Just then, Spigot Soza who was a regular and who was always hanging out when it was closing at Bess Tacos came staggering along the counter to their booth. There were big gaps in his T-shirt where battery acid had eaten away the fabric, and you could see his brown skin underneath like brown islands. He changed batteries for a living at one of those big battery houses, but Juan and Willy didn’t know then if he was working or if he was between jobs.
“He may be a billionaire for all I know,” said Frank about his brother.
“I wish he were for your sake, old timer,” said Spigot, who had heard this stuff about Frank’s brother that he was looking for about a hundred times before.
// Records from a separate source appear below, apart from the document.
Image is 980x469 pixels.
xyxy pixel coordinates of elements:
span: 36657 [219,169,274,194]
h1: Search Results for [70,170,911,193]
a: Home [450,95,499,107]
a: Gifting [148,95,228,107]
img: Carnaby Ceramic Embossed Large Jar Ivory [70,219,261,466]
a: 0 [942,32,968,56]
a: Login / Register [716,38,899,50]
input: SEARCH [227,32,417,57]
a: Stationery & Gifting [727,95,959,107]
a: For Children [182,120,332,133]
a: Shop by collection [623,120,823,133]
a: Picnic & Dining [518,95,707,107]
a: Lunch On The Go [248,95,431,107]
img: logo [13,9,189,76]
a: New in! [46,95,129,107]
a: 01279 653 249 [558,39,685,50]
“Well, I could fix my walls in the adobe. They’s cavin in something awful. It used to be a mexicano candy store, you know. All night long I hear the adobe fallin out of the wall like little waterfalls behind the plaster. Adobe runnin down in the wall like sand in an hourglass, so are the days of my life and all that shit. It just keeps runnin. It’s very discouragin.”
“If you found your brother and he were a fuckin billionaire, it would be a storybook endin,” said Spigot.
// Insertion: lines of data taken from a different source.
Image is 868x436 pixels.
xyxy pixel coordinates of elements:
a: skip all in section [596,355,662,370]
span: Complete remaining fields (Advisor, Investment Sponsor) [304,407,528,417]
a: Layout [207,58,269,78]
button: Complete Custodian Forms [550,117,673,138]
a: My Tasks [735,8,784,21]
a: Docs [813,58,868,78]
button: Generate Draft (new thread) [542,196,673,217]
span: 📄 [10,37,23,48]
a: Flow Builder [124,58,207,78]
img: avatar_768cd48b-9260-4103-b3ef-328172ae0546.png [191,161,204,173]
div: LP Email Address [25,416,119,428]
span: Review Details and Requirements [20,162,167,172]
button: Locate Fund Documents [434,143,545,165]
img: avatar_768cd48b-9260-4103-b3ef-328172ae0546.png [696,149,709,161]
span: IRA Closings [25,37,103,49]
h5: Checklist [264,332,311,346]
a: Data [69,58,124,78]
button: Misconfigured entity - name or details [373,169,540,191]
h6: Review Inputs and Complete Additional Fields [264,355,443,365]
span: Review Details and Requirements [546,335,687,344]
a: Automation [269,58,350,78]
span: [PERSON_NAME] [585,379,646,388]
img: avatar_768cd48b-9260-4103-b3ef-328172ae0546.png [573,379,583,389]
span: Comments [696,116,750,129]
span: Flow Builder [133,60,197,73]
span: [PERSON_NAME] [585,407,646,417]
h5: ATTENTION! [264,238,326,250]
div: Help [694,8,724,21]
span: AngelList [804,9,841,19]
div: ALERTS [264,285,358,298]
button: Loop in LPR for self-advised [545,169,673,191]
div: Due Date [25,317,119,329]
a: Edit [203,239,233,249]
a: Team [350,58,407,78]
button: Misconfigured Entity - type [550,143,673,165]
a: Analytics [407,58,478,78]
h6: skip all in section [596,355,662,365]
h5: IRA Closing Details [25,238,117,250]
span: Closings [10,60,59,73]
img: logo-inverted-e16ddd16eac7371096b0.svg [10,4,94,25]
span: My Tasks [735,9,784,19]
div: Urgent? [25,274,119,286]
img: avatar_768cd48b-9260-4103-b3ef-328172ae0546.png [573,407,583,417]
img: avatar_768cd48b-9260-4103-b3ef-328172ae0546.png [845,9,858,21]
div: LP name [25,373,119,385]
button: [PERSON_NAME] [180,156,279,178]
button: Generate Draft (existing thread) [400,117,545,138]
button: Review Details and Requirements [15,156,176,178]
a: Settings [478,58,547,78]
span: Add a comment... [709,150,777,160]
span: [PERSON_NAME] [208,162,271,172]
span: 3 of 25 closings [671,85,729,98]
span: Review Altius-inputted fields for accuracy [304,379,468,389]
“A crappy storybook,” Willy said.
“Yeah,” said Juan. “The type people love to read.”
“Well,” Spigot said with a sigh, “I’m going home and did you know you’re closin right now?”
Sure enough, Jipson was locking up the cash register and cabinets with his big bundle of keys. They paid no attention to Spigot going out, but hurried up polishing off their beers. Old Frank the Fart showed no sign of moving on, but he paid his bill, which Sonia gave him.
“Sonia, Sonia...” Juan began as he and Willy made their way to the front of the restaurant.
“I know. You need a ride,” she said sourly.
“You are the nicest waitress,” Willy said, being a kiss-up. Willy had lost his license for six months due to a couple of speeding tickets he couldn’t afford to pay and Juan’s latest car, which had been nothing but Bondo and spray paint, had been stolen two weeks earlier. Without Sonia’s taking them home, they would both be on the bus.
“Shut up and get yer hand off my shoulder,” said Sonia.
Jipson at the cash register suddenly announced, “I want to see everyone outside to talk about my new advertising campaign and what it’s going to mean for all of us.”
Oh boy, thought Juan and Willy, another advertising campaign and a discussion of what it was going to mean for them, which would be more work and less pay, probably.